Marking time in December 2013
Woodford demographics
I have been at the Woodford Folk Festival for a couple of days, giving a little presentation about researching environmental issues.
Instead of the usual bring-your-own-tent arrangement, I stayed in Tent City. This is an area where somebody else has already put up the tents before you arrive, and has put comfortable beds in them. There is also a communal tent with a cold room, tables, chairs, and boiling water on tap—and a table with mains power where campers can charge their phones. When I looked, the table was covered with a mess of Apple iPhones, and very few other types.
I counted 33 iPhone chargers (89%) and 4 other sorts (11%). The preponderance of iPhones surprised me, so I wondered why:
Is Tent City the habitat of a concentration of iPhone-using pseuds and trendies?
Do iPhones have weaker batteries and need more frequent charging than other phones?
I doubt the statistical significance of this single observation. A definite conclusion would require more observations. Am I going to do it? No—life’s too short.
Something interesting might be revealed by a comparison with other charging locations at the festival. Am I going to investigate this?
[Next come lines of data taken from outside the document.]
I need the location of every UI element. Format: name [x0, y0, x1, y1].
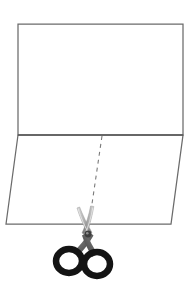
upper-paper-rectangle: [18, 24, 183, 135]
lower-paper-flap: [6, 135, 183, 224]
scissor-pivot-highlight: [86, 232, 89, 235]
paper-cut-diagram: [0, 0, 192, 299]
diagram-canvas: Paper fold and cut diagram: [0, 0, 192, 299]
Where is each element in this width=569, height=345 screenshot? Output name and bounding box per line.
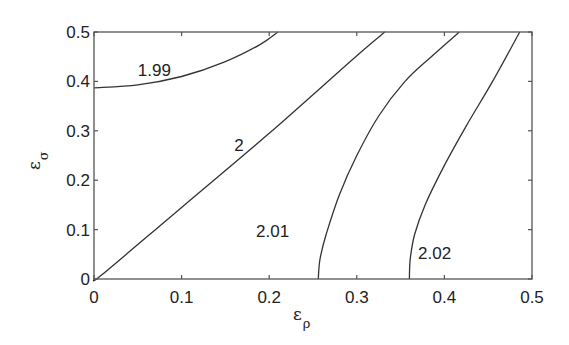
- x-tick-label: 0: [89, 288, 98, 307]
- contour-label-1-99: 1.99: [138, 61, 171, 80]
- y-tick-label: 0: [81, 270, 90, 289]
- x-tick-label: 0.4: [433, 288, 457, 307]
- contour-chart: 00.10.20.30.40.500.10.20.30.40.5 1.9922.…: [0, 0, 569, 345]
- x-tick-label: 0.5: [520, 288, 544, 307]
- x-tick-label: 0.2: [257, 288, 281, 307]
- contour-label-2-01: 2.01: [256, 222, 289, 241]
- y-tick-label: 0.3: [66, 122, 90, 141]
- y-tick-label: 0.2: [66, 171, 90, 190]
- contour-label-2: 2: [234, 136, 243, 155]
- y-tick-label: 0.1: [66, 221, 90, 240]
- x-tick-label: 0.3: [345, 288, 369, 307]
- x-tick-label: 0.1: [170, 288, 194, 307]
- contour-label-2-02: 2.02: [418, 244, 451, 263]
- y-tick-label: 0.5: [66, 23, 90, 42]
- y-tick-label: 0.4: [66, 72, 90, 91]
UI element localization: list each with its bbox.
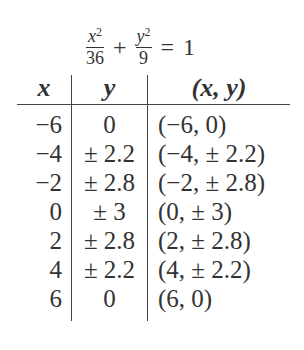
- equation-rhs: 1: [183, 34, 195, 61]
- exponent: 2: [96, 25, 102, 39]
- cell-point: (4, ± 2.2): [158, 255, 251, 284]
- numerator-y: y: [137, 26, 145, 46]
- table-row: −4± 2.2(−4, ± 2.2): [0, 139, 304, 168]
- cell-y: 0: [72, 110, 147, 139]
- cell-x: 0: [50, 197, 63, 226]
- fraction-x-term: x2 36: [86, 27, 104, 68]
- header-y: y: [72, 73, 147, 103]
- cell-point: (0, ± 3): [158, 197, 232, 226]
- header-divider: [17, 104, 290, 105]
- denominator-36: 36: [86, 49, 104, 68]
- plus-sign: +: [113, 34, 127, 61]
- denominator-9: 9: [139, 49, 148, 68]
- cell-y: ± 3: [72, 197, 147, 226]
- cell-x: 6: [50, 284, 63, 313]
- cell-x: 4: [50, 255, 63, 284]
- header-x: x: [17, 73, 71, 103]
- cell-point: (−6, 0): [158, 110, 226, 139]
- cell-point: (−2, ± 2.8): [158, 168, 265, 197]
- ellipse-equation: x2 36 + y2 9 = 1: [86, 25, 195, 69]
- cell-x: −2: [35, 168, 62, 197]
- table-row: 0± 3(0, ± 3): [0, 197, 304, 226]
- fraction-y-term: y2 9: [136, 27, 152, 68]
- header-point: (x, y): [148, 73, 290, 103]
- exponent: 2: [145, 25, 151, 39]
- cell-point: (6, 0): [158, 284, 212, 313]
- cell-y: 0: [72, 284, 147, 313]
- cell-y: ± 2.8: [72, 226, 147, 255]
- cell-x: −6: [35, 110, 62, 139]
- cell-x: −4: [35, 139, 62, 168]
- cell-point: (2, ± 2.8): [158, 226, 251, 255]
- numerator-x: x: [88, 26, 96, 46]
- table-row: −2± 2.8(−2, ± 2.8): [0, 168, 304, 197]
- table-row: 4± 2.2(4, ± 2.2): [0, 255, 304, 284]
- cell-y: ± 2.2: [72, 139, 147, 168]
- table-row: −60(−6, 0): [0, 110, 304, 139]
- table-row: 60(6, 0): [0, 284, 304, 313]
- cell-y: ± 2.2: [72, 255, 147, 284]
- table-row: 2± 2.8(2, ± 2.8): [0, 226, 304, 255]
- cell-y: ± 2.8: [72, 168, 147, 197]
- equals-sign: =: [161, 34, 175, 61]
- cell-point: (−4, ± 2.2): [158, 139, 265, 168]
- table-body: −60(−6, 0) −4± 2.2(−4, ± 2.2) −2± 2.8(−2…: [0, 110, 304, 313]
- cell-x: 2: [50, 226, 63, 255]
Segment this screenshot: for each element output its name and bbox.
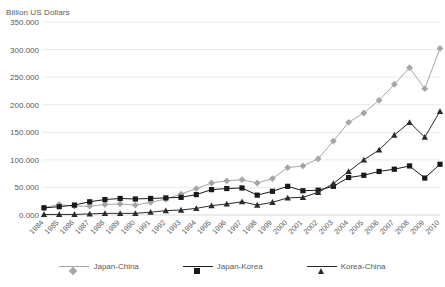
data-point [346, 175, 351, 180]
legend-label-japan-korea: Japan-Korea [217, 262, 263, 271]
data-point [57, 204, 62, 209]
x-axis-tick-label: 2002 [302, 218, 320, 236]
x-axis-tick-label: 2006 [362, 218, 380, 236]
x-axis-tick-label: 1991 [134, 218, 152, 236]
x-axis-tick-label: 2001 [286, 218, 304, 236]
data-point [239, 185, 244, 190]
x-axis-tick-label: 1996 [210, 218, 228, 236]
x-axis-tick-label: 1985 [43, 218, 61, 236]
data-point [407, 163, 412, 168]
x-axis-tick-label: 2009 [408, 218, 426, 236]
data-point [422, 175, 427, 180]
x-axis-tick-label: 1995 [195, 218, 213, 236]
data-point [254, 180, 261, 187]
data-point [117, 201, 124, 208]
legend-label-japan-china: Japan-China [93, 262, 138, 271]
data-point [209, 187, 214, 192]
data-point [41, 205, 46, 210]
data-point [239, 176, 246, 183]
data-point [361, 173, 366, 178]
chart-container: Billion US Dollars 0.00050.000100.000150… [0, 0, 445, 287]
data-point [285, 184, 290, 189]
data-point [376, 169, 381, 174]
x-axis-tick-label: 2005 [347, 218, 365, 236]
x-axis-tick-label: 1990 [119, 218, 137, 236]
data-point [87, 199, 92, 204]
x-axis-tick-label: 1999 [256, 218, 274, 236]
x-axis-tick-label: 1994 [180, 218, 198, 236]
y-axis-tick-label: 100.000 [10, 156, 39, 165]
legend-item-japan-china[interactable]: Japan-China [59, 262, 138, 271]
data-point [437, 45, 444, 52]
data-point [118, 196, 123, 201]
x-axis-tick-label: 1992 [149, 218, 167, 236]
legend-point-marker [69, 266, 77, 274]
series-line [44, 48, 440, 207]
x-axis-tick-label: 2010 [423, 218, 441, 236]
y-axis-tick-label: 0.000 [19, 211, 40, 220]
y-axis-tick-label: 50.000 [15, 183, 40, 192]
data-point [193, 185, 200, 192]
x-axis-tick-label: 1986 [58, 218, 76, 236]
data-point [270, 189, 275, 194]
x-axis-tick-label: 2003 [317, 218, 335, 236]
legend-marker-japan-korea [183, 262, 213, 271]
data-point [72, 202, 77, 207]
x-axis-tick-label: 1989 [104, 218, 122, 236]
y-axis-tick-label: 300.000 [10, 46, 39, 55]
data-point [224, 186, 229, 191]
x-axis-tick-label: 1988 [88, 218, 106, 236]
x-axis-tick-label: 1998 [241, 218, 259, 236]
line-chart-plot: 0.00050.000100.000150.000200.000250.0003… [0, 0, 445, 262]
legend-point-marker [194, 268, 200, 274]
data-point [300, 188, 305, 193]
data-point [300, 163, 307, 170]
x-axis-tick-label: 1993 [164, 218, 182, 236]
data-point [133, 196, 138, 201]
data-point [437, 108, 443, 114]
x-axis-tick-label: 2007 [378, 218, 396, 236]
legend-item-korea-china[interactable]: Korea-China [307, 262, 386, 271]
data-point [223, 177, 230, 184]
data-point [269, 175, 276, 182]
x-axis-tick-label: 1997 [225, 218, 243, 236]
data-point [421, 85, 428, 92]
data-point [392, 167, 397, 172]
x-axis-tick-label: 1984 [27, 218, 45, 236]
data-point [132, 202, 139, 209]
x-axis-tick-label: 2000 [271, 218, 289, 236]
data-point [255, 193, 260, 198]
legend-point-marker [318, 268, 324, 274]
legend-marker-japan-china [59, 262, 89, 271]
legend-item-japan-korea[interactable]: Japan-Korea [183, 262, 263, 271]
data-point [178, 195, 183, 200]
data-point [148, 196, 153, 201]
x-axis-tick-label: 1987 [73, 218, 91, 236]
y-axis-tick-label: 150.000 [10, 128, 39, 137]
y-axis-tick-label: 200.000 [10, 101, 39, 110]
series-korea-china [41, 108, 443, 217]
y-axis-tick-label: 350.000 [10, 18, 39, 27]
x-axis-tick-label: 2004 [332, 218, 350, 236]
x-axis-tick-label: 2008 [393, 218, 411, 236]
data-point [163, 195, 168, 200]
y-axis-tick-label: 250.000 [10, 73, 39, 82]
data-point [406, 119, 412, 125]
data-point [239, 199, 245, 205]
data-point [208, 180, 215, 187]
data-point [284, 164, 291, 171]
data-point [437, 162, 442, 167]
data-point [102, 197, 107, 202]
legend-marker-korea-china [307, 262, 337, 271]
legend-label-korea-china: Korea-China [341, 262, 386, 271]
data-point [194, 192, 199, 197]
chart-legend: Japan-China Japan-Korea Korea-China [0, 262, 445, 271]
See above.
The keeper’s Christmas dinner
I have sent out my email Christmas card for 2013, the third in a series illustrated with a wood engraving. Again, it’s a sentimental subject involving Christmas, a rowing boat, a lighthouse, and a lighthouse keeper.
This one is from the American magazine Harper’s Weekly, but the tone of the picture is similar to ones from the Illustrated London News I used in 2012 and 2011.
The picture was drawn by the Scottish-American artist Milton James Burns. Burns was a seaman before he became a professional painter and illustrator. His work reveals an observant eye for maritime subjects, such as the scene in our engraving. All the details of the picture look right—a breaking sea tossing the open boat with its lug-sail furled, the crewmen in oilskins working at their oars, the delicate operation of hoisting the baskets of goodies up to the lighthouse balcony—except for the lighthouse keeper meeting the boat in a boatswain’s chair. That looks wrong to me—a gratuitous risk that a real lightkeeper would avoid.
I guess that the lighthouse in the scene is meant to be the one on Minot’s Ledge near Boston harbour—one of the few American offshore towers built of stone.